The island’s seal population faces similar risks, and while an iceberg is a useful source of iron and other minerals, it could also transform the ecology closer to shore if it grinds into the continental shelf.

It could take a decade for the berg to melt enough to drift away, Mr. Tarling said, and the huge volume of fresh water it releases would shock algae and other plants at the base of the food chain, which in turn would damage the populations of krill, fish and, ultimately, penguins and seals.

“If that happens, it will stop everything else from thriving,” he said.

The slow-motion drama as the iceberg approaches has brought South Georgia more attention than it has seen in years.

First mapped by Captain

James Cook

in 1775, it is perhaps best known as the final resting place of Antarctic explorer

Ernest Shackleton

and was briefly occupied by Argentine forces during the Falklands War in 1982.

A photo from a British military plane shows a fragment of iceberg A68a, which calved off an ice shelf on the Antarctic Peninsula in 2017.



Photo:

cpl phil dye raf/british ministry/Shutterstock

Norwegian whalers established a station there in the early 20th century and introduced reindeer that they would then hunt for food. The animals spread widely across the island, eating much of the vegetation before British authorities decided to cull them. The last reindeer was killed in 2014, though it is still depicted on the crest of South Georgia and the Sandwich Islands, along with a seal and king penguin. Another invasive species, rats, are still a problem.

“We have invested in a rodent detector dog to search vessels in the Falklands before they get to the island,” said Mr. Belchier of the South Georgia government. “So far so good!”

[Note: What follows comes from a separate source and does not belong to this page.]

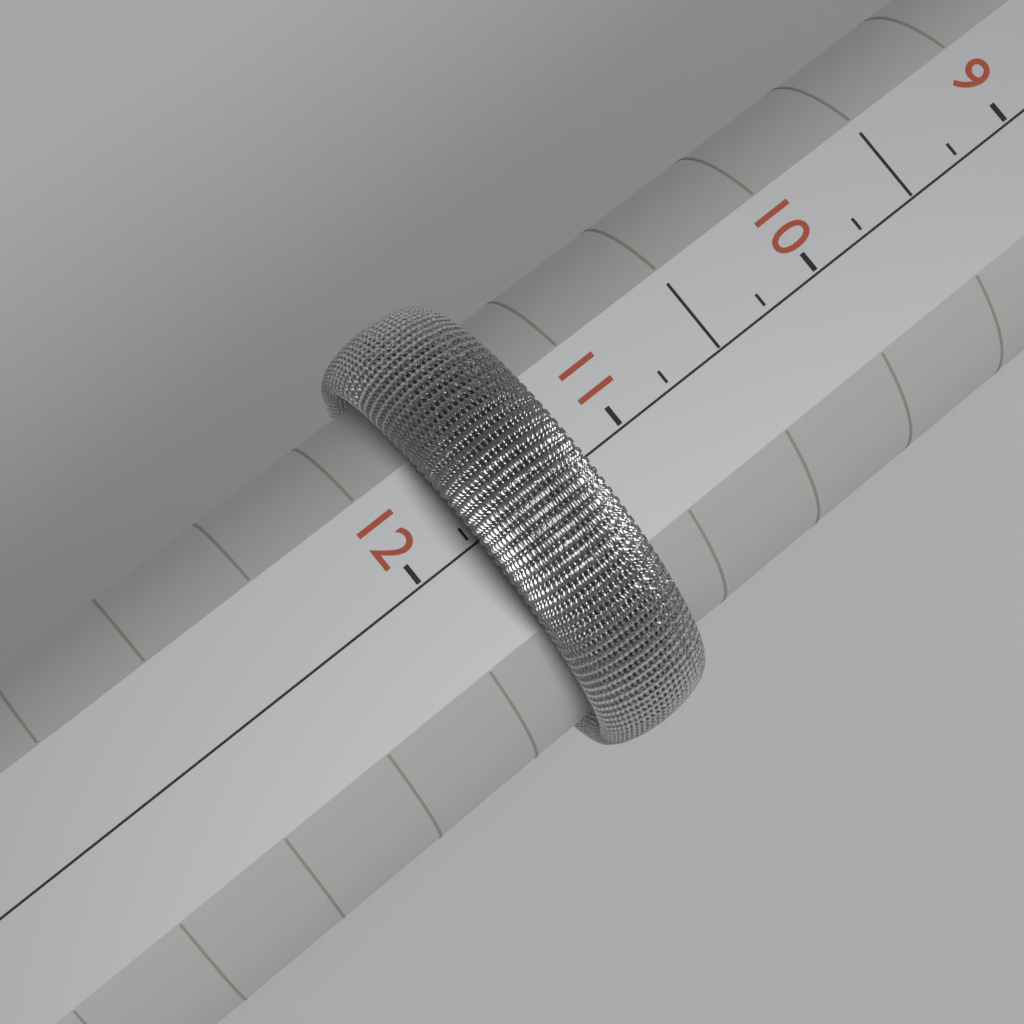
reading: 11.75 (no unit)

Today there are no permanent human residents, only a rotating team of scientists tracking fisheries and wildlife that will be bolstered by an additional team from the British Antarctic Survey in January, which will monitor salinity, temperature and chlorophyll levels around the iceberg.

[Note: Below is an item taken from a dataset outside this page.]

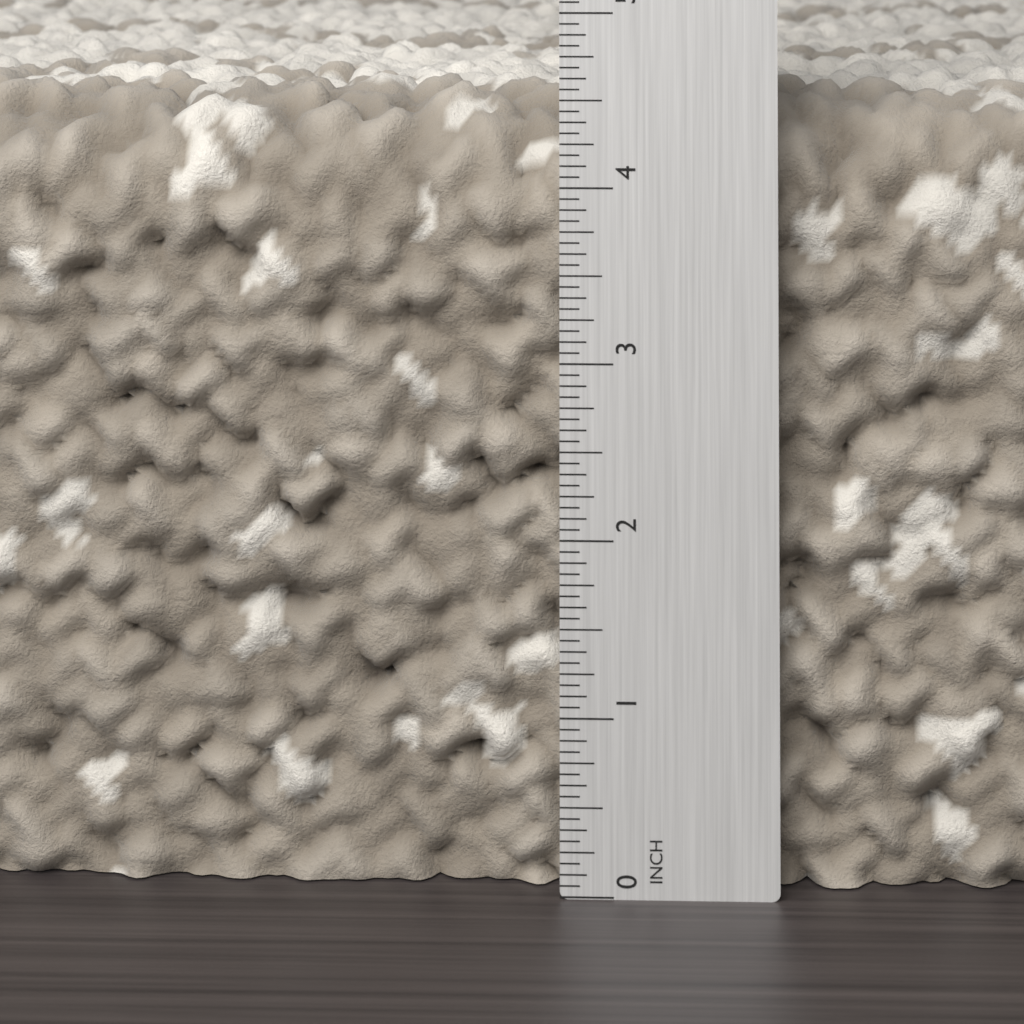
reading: 4.5625 in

Anticipation is heating up over whether it will park alongside South Georgia, and what scientists will learn from it if it does. One corner has already broken off, most likely as it bumped up against the edge of the continental shelf. It is so big—58 square miles—it already has its own name, A68d.

“Part of me doesn’t want to see the iceberg ground because it would be bad for the penguins,” said Mr. Ratcliffe, the penguin specialist. “But another part wants to see what happens.”